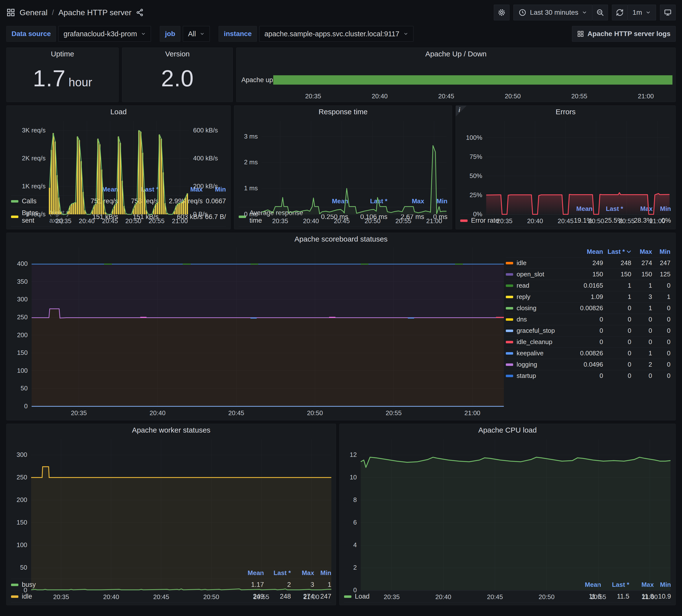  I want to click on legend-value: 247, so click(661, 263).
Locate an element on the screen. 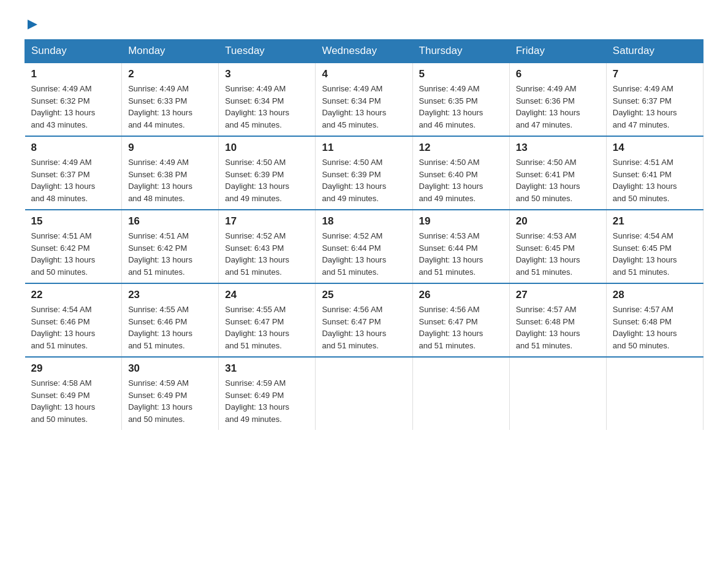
* * *
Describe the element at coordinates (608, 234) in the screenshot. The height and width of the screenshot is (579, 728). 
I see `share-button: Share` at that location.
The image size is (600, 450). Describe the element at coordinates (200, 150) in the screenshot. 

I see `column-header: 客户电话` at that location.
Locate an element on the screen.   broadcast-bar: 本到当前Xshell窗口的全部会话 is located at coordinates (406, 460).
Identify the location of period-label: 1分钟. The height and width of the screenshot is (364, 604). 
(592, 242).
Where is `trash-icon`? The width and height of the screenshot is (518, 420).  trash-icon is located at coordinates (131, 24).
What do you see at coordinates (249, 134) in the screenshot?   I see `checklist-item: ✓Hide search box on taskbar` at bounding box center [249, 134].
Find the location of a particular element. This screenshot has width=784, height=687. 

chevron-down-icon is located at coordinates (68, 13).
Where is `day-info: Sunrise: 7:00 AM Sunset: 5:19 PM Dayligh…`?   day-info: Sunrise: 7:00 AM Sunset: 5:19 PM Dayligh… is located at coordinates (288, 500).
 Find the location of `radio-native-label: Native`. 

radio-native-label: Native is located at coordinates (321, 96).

• **AIM OF THE TASK**
Which lines above hold the word "Where"? Copy each of them.

• **ANSWER TO THE PROBLEM**
Where is `trash-icon`? The width and height of the screenshot is (518, 420).  trash-icon is located at coordinates (131, 24).
Where is `day-info: Sunrise: 7:00 AM Sunset: 5:19 PM Dayligh…`?   day-info: Sunrise: 7:00 AM Sunset: 5:19 PM Dayligh… is located at coordinates (288, 500).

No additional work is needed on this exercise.